Root function as the inverse of the power function

The curve of y = x² allows you to read off the values of the squares of numbers as well as of their roots, because from y = x² follows x = . Given a = 4, you find from the curve that there belong to this ordinate the values x = +2 and x = -2 - the values of . Similarly, yields +3 and -3.

The root function is the inverse of the power function. You simply interchange the dependent and independent variables. Since we always want to denote the independent variable by x, we can interchange the variables in y = xn and obtain .

Functions which arise by interchange of x and y
are called
inverse functions..

The graph of the inverse function is readily obtained from the original function.

Let P1(a,b) and P2(b,a) be two arbitrary, inverse points; then the triangles OP1Q1 and OP2Q2 are congruent, because they share

1) OQ1 = OQ2 = b,
2) P
1Q1 = P2Q2 = a,
3) P
1Q1O = OQ2P2 = 90º,
whence OP
1 = OP2.

The triangle OP1P2 is therefore isosceles. The height, drawn from O to P1P2 , yields the axis of symmetry of this triangle. The points P1 and P2 lie therefore symmetrically with respect to OR. You can obtain one point from the other by reflection in OR.

OR is at the same time the bi-sector of the angle between the x-arrow and y-arrow, whence you have the Rule:

Inverse points lie symmetrically with respect
to the coordinate system's bisector
y = x
,

whence :

The image of the root function is the reflection
of the associated power function in the straight line
y = x.

The image of y = is most simply obtained by reflection of y = x² in the straight line y = x. You could have set up a table of associated values of x and y and entered the points on graph paper. A sufficient number of points would have yielded for you the curve shown.

The graph tells you:

1) To each positive value of x belong two y-values, which are equal and opposite to each other. The function y = is therefore said to be multi-valued, its image is symmetric with respect to the abscissa.

2) There do not correspond y - values to negative values of x. None of the numbers you know so far are negative after they have been squared. The graph of y = shows that every positive value of x corresponds to a positive value of y, every negative value of x to a negative value of y. In fact, the values correspond to single values of y. The function y = is single-valued and centri-symmetric.

You can extend this investigation to arbitrary exponents. The reflected images you obtain have the name as the original curves.The last but one curve is a parabola of second order or just a parabola. The last curve is a parabola of third order. They differ by their locations. For higher order root functions

y = , etc.

you obtain curves similar to the two curves above, depending on whether the root exponent is even or odd.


(Exercise aim)
Search the records for the word "work" and copy every line in which it occurs.

[Figure record listings]
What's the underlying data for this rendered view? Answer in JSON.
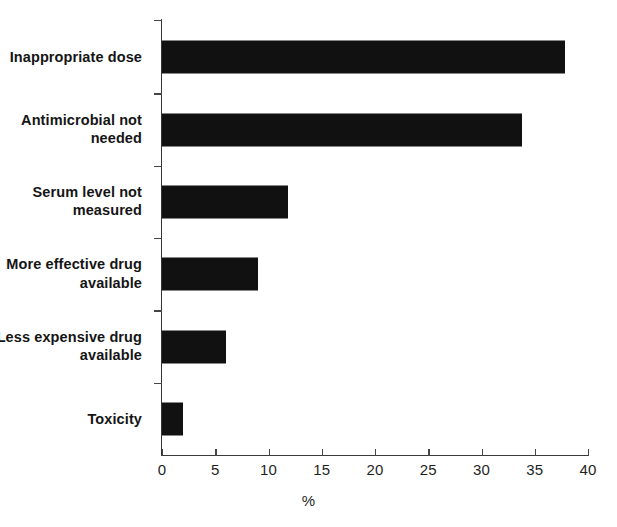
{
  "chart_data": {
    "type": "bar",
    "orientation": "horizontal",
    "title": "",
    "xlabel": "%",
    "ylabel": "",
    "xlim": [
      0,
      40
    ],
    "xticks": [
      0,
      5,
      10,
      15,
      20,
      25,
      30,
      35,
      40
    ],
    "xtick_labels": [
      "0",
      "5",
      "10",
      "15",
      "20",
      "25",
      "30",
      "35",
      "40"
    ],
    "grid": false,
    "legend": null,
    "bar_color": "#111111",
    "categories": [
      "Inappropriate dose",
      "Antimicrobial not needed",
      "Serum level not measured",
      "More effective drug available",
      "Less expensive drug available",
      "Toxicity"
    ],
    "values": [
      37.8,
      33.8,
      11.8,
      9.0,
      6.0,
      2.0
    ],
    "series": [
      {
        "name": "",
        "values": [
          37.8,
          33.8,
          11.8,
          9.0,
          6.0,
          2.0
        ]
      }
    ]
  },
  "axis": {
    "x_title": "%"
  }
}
---
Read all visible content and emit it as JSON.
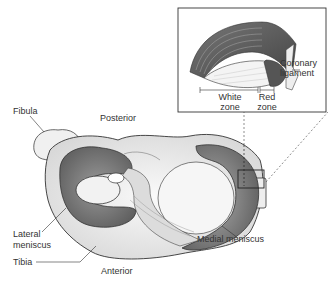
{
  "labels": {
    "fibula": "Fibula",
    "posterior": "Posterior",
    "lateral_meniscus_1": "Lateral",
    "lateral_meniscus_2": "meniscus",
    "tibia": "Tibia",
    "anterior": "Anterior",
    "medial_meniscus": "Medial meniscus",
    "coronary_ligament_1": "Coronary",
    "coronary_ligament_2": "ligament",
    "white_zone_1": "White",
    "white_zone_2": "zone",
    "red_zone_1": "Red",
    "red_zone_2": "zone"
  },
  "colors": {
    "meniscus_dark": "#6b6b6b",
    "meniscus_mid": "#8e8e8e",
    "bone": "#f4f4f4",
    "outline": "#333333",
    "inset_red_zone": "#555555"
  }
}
---
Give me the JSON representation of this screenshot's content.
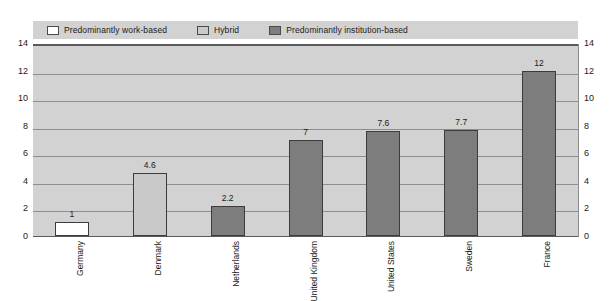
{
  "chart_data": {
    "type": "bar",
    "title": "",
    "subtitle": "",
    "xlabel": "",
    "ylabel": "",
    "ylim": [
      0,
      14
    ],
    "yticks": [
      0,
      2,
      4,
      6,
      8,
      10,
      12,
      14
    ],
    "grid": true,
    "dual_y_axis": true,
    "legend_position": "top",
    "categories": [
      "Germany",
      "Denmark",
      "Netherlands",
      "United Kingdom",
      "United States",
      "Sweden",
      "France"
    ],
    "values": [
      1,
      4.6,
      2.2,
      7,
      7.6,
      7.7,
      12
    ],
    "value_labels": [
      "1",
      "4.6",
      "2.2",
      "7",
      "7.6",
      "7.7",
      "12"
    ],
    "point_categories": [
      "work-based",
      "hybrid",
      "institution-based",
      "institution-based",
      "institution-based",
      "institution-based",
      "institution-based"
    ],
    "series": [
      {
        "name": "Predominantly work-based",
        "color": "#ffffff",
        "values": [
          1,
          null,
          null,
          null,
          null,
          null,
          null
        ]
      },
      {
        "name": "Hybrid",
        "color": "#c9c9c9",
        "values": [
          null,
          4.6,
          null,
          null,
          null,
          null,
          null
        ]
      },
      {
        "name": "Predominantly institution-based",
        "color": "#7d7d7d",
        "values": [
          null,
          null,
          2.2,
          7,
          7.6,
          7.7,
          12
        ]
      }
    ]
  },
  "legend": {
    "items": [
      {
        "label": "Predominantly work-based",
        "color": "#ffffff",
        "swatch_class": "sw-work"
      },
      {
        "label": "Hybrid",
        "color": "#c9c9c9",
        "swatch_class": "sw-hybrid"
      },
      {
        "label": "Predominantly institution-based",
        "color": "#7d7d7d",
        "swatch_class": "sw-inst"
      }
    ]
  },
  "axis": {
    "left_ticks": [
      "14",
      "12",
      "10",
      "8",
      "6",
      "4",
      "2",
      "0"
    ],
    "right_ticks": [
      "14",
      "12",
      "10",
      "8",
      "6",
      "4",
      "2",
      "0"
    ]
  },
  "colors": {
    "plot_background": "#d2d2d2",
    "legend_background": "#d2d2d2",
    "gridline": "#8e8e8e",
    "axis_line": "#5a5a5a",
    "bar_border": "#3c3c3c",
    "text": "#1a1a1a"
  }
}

(Response)
      "work-based",
        "name": "Predominantly work-based",
        "label": "Predominantly work-based",
        "swatch_class": "sw-work"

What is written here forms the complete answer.